Retention rate

Retention rate is a statistical measurement of the proportion of people that remain involved with a group from one time period to another.

The concept is used in many contexts, including marketing, investment, education, employee management, research, and clinical trials. The exact definition depends on the context. As a general rule, high retention corresponds to a positive outcome.

In marketing, retention rate count customers and their activity irrespective transactions they make.[1]

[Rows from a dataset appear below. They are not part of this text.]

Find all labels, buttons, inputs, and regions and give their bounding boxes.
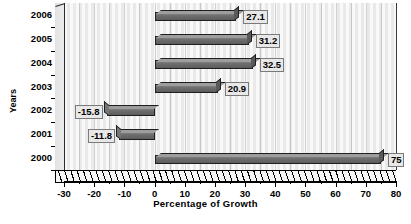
y-axis-tick-label: 2003 [6, 81, 52, 92]
y-axis-tick-label: 2004 [6, 57, 52, 68]
x-axis-title: Percentage of Growth [0, 198, 411, 209]
x-axis-minor-tick [381, 181, 382, 184]
y-axis-tick-label: 2002 [6, 104, 52, 115]
gridline [139, 3, 140, 170]
x-axis-minor-tick [139, 181, 140, 184]
bar-value-label: 31.2 [256, 34, 281, 48]
bar [155, 60, 253, 69]
gridline [79, 3, 80, 170]
bar-top-face [104, 105, 159, 109]
x-axis-major-tick [124, 181, 125, 187]
x-axis-major-tick [305, 181, 306, 187]
x-axis-major-tick [396, 181, 397, 187]
gridline [381, 3, 382, 170]
x-axis-major-tick [275, 181, 276, 187]
plot-left-edge [64, 3, 65, 170]
bar-top-face [156, 10, 245, 14]
x-axis-major-tick [155, 181, 156, 187]
gridline [290, 3, 291, 170]
gridline [396, 3, 397, 170]
x-axis-major-tick [185, 181, 186, 187]
x-axis-major-tick [366, 181, 367, 187]
gridline [109, 3, 110, 170]
bar [155, 36, 249, 45]
gridline [366, 3, 367, 170]
bar-top-face [116, 129, 159, 133]
bar-value-label: 75 [388, 153, 405, 167]
bar-value-label: 32.5 [260, 58, 285, 72]
x-axis-minor-tick [109, 181, 110, 184]
bar [119, 131, 155, 140]
bar-chart: Years 2006200520042003200220012000 -30-2… [0, 0, 411, 224]
bar [155, 84, 218, 93]
x-axis-minor-tick [351, 181, 352, 184]
y-axis-tick-label: 2006 [6, 9, 52, 20]
bar-value-label: 20.9 [225, 82, 250, 96]
x-axis-major-tick [64, 181, 65, 187]
x-axis-minor-tick [260, 181, 261, 184]
gridline [305, 3, 306, 170]
gridline [94, 3, 95, 170]
y-axis-tick-label: 2000 [6, 152, 52, 163]
x-axis-major-tick [336, 181, 337, 187]
gridline [124, 3, 125, 170]
x-axis-major-tick [94, 181, 95, 187]
bar-top-face [156, 153, 389, 157]
x-axis-minor-tick [290, 181, 291, 184]
bar [155, 12, 237, 21]
bar [155, 155, 381, 164]
x-axis-minor-tick [230, 181, 231, 184]
gridline [351, 3, 352, 170]
x-axis-minor-tick [321, 181, 322, 184]
y-axis-tick-labels: 2006200520042003200220012000 [0, 0, 52, 180]
bar-value-label: -11.8 [88, 129, 115, 143]
x-axis-minor-tick [79, 181, 80, 184]
bar [107, 107, 155, 116]
y-axis-tick-label: 2005 [6, 33, 52, 44]
bar-top-face [156, 34, 257, 38]
x-axis-major-tick [215, 181, 216, 187]
source-note [4, 218, 264, 224]
bar-value-label: 27.1 [243, 10, 268, 24]
gridline [275, 3, 276, 170]
x-axis-minor-tick [170, 181, 171, 184]
gridline [321, 3, 322, 170]
gridline [260, 3, 261, 170]
plot-floor-left-edge [55, 170, 56, 181]
x-axis-minor-tick [200, 181, 201, 184]
bar-value-label: -15.8 [75, 105, 103, 119]
y-axis-tick-label: 2001 [6, 128, 52, 139]
bar-top-face [156, 58, 261, 62]
gridline [336, 3, 337, 170]
x-axis-major-tick [245, 181, 246, 187]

"Retention rate is the ratio of the number of retained customers to the number at risk". In contractual situations, it makes sense to talk about the number of customers currently under contract and the percentage retained when the contract period runs out." This term should not be confused with growth (decline) in customer counts; retention refers only to existing customers in contractual situations. "In non-contractual situations (such as catalog sales), it makes less sense to talk about the current number of customers, but instead to count the number of customers of a specified recency."

In a survey of nearly 200 senior marketing managers, 63 percent responded that they found the "retention rate" metric very useful.[2]

  1. ^ Search Engine Spot (29 October 2020). "CTR – Customer Lifetime Value". searchenginespot.com. Retrieved 2021-01-20.
  2. ^ Farris, Paul W.; Neil T. Bendle; Phillip E. Pfeifer; David J. Reibstein (2010). Marketing Metrics: The Definitive Guide to Measuring Marketing Performance. Upper Saddle River, New Jersey: Pearson Education, Inc. ISBN 0137058292. Content from this book used in this article has been licensed under Creative Commons Attribution Share Alike 3.0 and Gnu Free Documentation License and be modified and reused. The Marketing Accountability Standards Board (MASB) endorses the definitions, purposes, and constructs of classes of measures that appear in Marketing Metrics as part of its ongoing Common Language in Marketing Project.